Returns: list[CorporateActions]: List of corporate action records.

Input Schema

TableJSON Schema
NameRequiredDescriptionDefault
tickerYes

Output Schema

TableJSON Schema
NameRequiredDescriptionDefault
resultYes
Behavior2/5

Does the description disclose side effects, auth requirements, rate limits, or destructive behavior?

No annotations are provided, and the description only states the basic function. It does not disclose any behavioral traits such as rate limits, authentication requirements, data range, or response format beyond the output schema.

Agents need to know what a tool does to the world before calling it. Descriptions should go beyond structured annotations to explain consequences.

Conciseness5/5

Is the description appropriately sized, front-loaded, and free of redundancy?

The description is extremely concise: a one-line purpose plus structured docstring sections for Args and Returns. Every element adds value without redundancy.

Shorter descriptions cost fewer tokens and are easier for agents to parse. Every sentence should earn its place.

Completeness4/5

Given the tool's complexity, does the description cover enough for an agent to succeed on first attempt?

Given one parameter and an output schema (implied to define CorporateActions), the description covers the essential information. However, it could be more complete by briefly explaining what constitutes a corporate action (e.g., dividends, splits) or noting common use cases.

Complex tools with many parameters or behaviors need more documentation. Simple tools need less. This dimension scales expectations accordingly.

Parameters4/5

Does the description clarify parameter syntax, constraints, interactions, or defaults beyond what the schema provides?

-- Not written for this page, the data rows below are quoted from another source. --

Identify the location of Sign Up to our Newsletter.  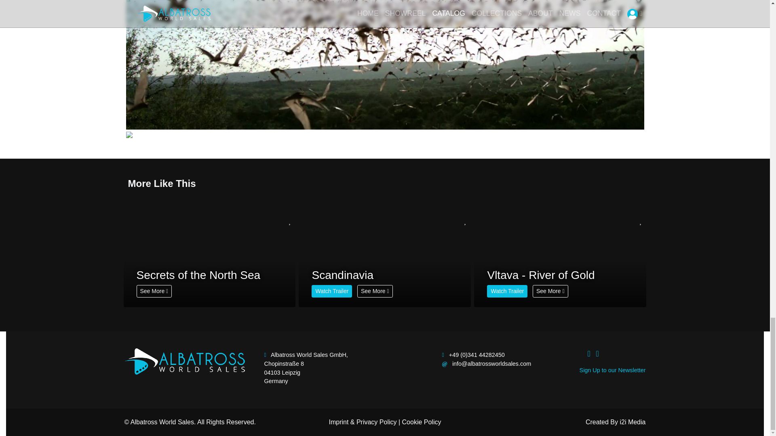
(613, 370).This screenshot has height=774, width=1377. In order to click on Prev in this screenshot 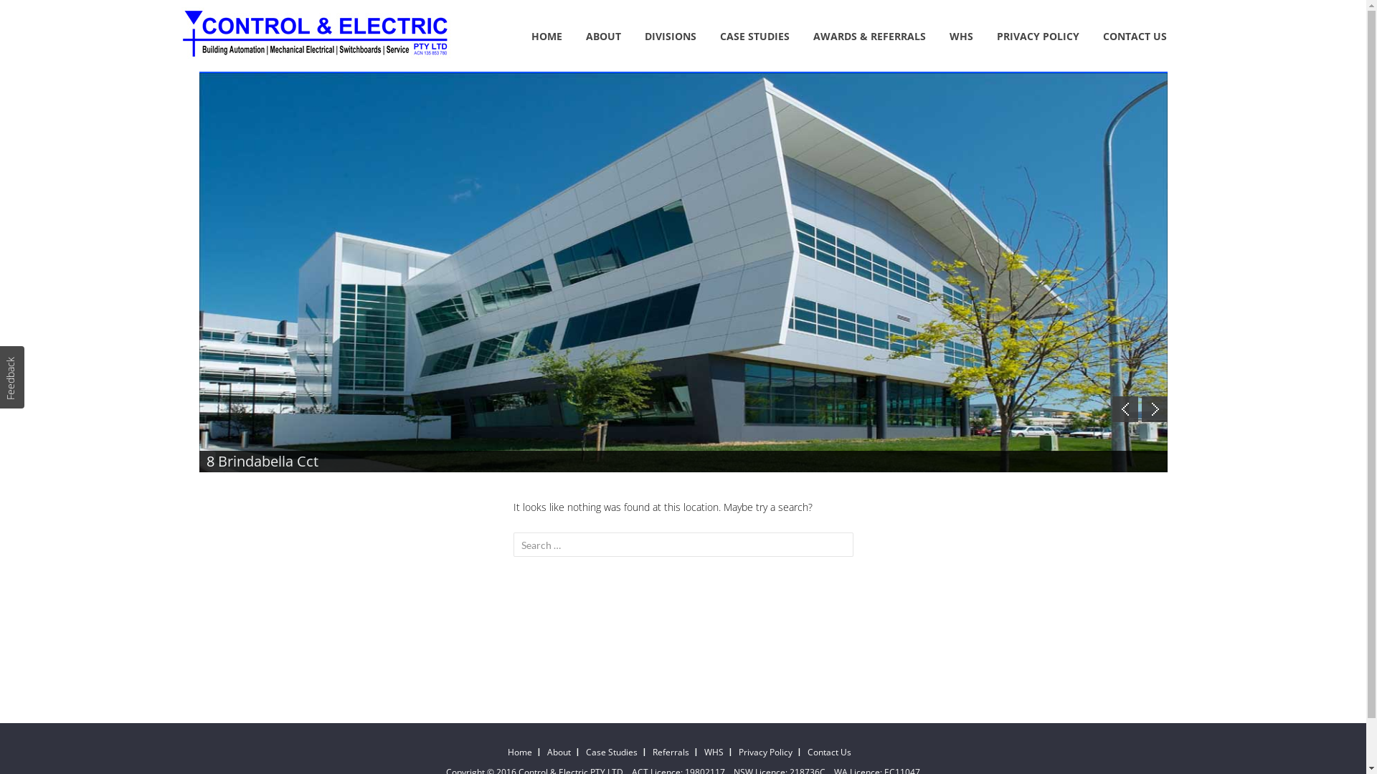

The schema has 0% coverage (no parameter description), but the description's Args section adds 'ticker (str): The symbol of the stock,' which clarifies the parameter's purpose beyond the schema. This compensates for the lack of schema details, though examples or format hints are missing.

Input schemas describe structure but not intent. Descriptions should explain non-obvious parameter relationships and valid value ranges.

Purpose5/5

Does the description clearly state what the tool does and how it differs from similar tools?

The description clearly states 'Retrieve corporate actions for a stock,' specifying the action (retrieve) and resource (corporate actions). This distinguishes it from siblings like get_dividends, get_splits, etc., as corporate actions is a distinct category.

Agents choose between tools based on descriptions. A clear purpose with a specific verb and resource helps agents select the right tool.

Usage Guidelines2/5

Does the description explain when to use this tool, when not to, or what alternatives exist?

The description provides no guidance on when to use this tool versus alternatives. With 60+ sibling tools covering many financial data types, explicit usage context or comparisons are absent.

Agents often have multiple tools that could apply. Explicit usage guidance like "use X instead of Y when Z" prevents misuse.